Dear all,
Something I've never come across previously has cropped up, and I'd be very grateful for your opinions;
I've been asked to analyse some human RNA-seq data, but due to the nature of this, I need to ensure it is stored on a designated encrypted hard drive supplied by the partner organisation.
Before I agree for them to go ahead and purchase a drive suitable for holding the correct data volume, does anyone foresee any issues with this? My feeling is this is going to significantly increase processing time, but I'm not sure by how much.
~ 100 patient data files with ~ 40,000,000 PE reads each -> mapping, counting, DE analysis
PS - I'm experienced in all of the analysis procedures, my query relates only to the impact that an encrypted drive (rather than my usual SSD setup) would have.
Best wishes,
D
If you are approved to handle the data, and it will be on an approved hard drive that only you will access, does it need to remain encrypted at all times? Is it not sufficient to have anonymised data?
Along this line, if you care about security/privacy, you need to examine the whole pipeline, e.g. where will the unencrypted data be processed? Will it still be secure there? What about intermediate data files?
I'll add that there are an increasing number of 'cryptography-compatible' genomic tools which can handle encrypted streams etc., but its by no means widespread at this stage.
Might be worth doing some googling and seeing if there are encryption-safe tools you can use that already exist.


_What is expected_
Return each entry unchanged.

[Records from a collection of figures]
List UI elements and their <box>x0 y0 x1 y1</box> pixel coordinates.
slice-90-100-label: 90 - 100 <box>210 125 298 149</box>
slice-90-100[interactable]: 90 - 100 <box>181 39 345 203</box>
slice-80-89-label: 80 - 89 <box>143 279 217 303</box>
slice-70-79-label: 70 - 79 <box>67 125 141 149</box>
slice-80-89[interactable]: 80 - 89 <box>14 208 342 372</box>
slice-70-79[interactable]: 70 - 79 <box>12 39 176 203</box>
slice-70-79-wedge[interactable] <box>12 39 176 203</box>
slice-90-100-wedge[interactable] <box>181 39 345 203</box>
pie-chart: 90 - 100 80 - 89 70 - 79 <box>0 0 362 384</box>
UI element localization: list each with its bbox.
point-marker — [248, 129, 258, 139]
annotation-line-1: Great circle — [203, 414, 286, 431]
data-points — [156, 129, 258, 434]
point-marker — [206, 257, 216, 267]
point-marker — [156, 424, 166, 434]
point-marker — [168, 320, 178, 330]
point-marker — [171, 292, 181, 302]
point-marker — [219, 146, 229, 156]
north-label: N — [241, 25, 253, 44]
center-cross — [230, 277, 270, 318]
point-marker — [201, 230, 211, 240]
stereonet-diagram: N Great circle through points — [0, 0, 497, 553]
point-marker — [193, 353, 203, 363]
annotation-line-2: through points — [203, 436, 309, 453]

_Result of the exercise_
List UI elements and their <box>x0 y0 x1 y1</box> pixel coordinates.
slice-90-100-label: 90 - 100 <box>210 125 298 149</box>
slice-90-100[interactable]: 90 - 100 <box>181 39 345 203</box>
slice-80-89-label: 80 - 89 <box>143 279 217 303</box>
slice-70-79-label: 70 - 79 <box>67 125 141 149</box>
slice-80-89[interactable]: 80 - 89 <box>14 208 342 372</box>
slice-70-79[interactable]: 70 - 79 <box>12 39 176 203</box>
slice-70-79-wedge[interactable] <box>12 39 176 203</box>
slice-90-100-wedge[interactable] <box>181 39 345 203</box>
pie-chart: 90 - 100 80 - 89 70 - 79 <box>0 0 362 384</box>
UI element localization: list each with its bbox.
point-marker — [248, 129, 258, 139]
annotation-line-1: Great circle — [203, 414, 286, 431]
data-points — [156, 129, 258, 434]
point-marker — [206, 257, 216, 267]
point-marker — [156, 424, 166, 434]
point-marker — [168, 320, 178, 330]
point-marker — [171, 292, 181, 302]
point-marker — [219, 146, 229, 156]
north-label: N — [241, 25, 253, 44]
center-cross — [230, 277, 270, 318]
point-marker — [201, 230, 211, 240]
stereonet-diagram: N Great circle through points — [0, 0, 497, 553]
point-marker — [193, 353, 203, 363]
annotation-line-2: through points — [203, 436, 309, 453]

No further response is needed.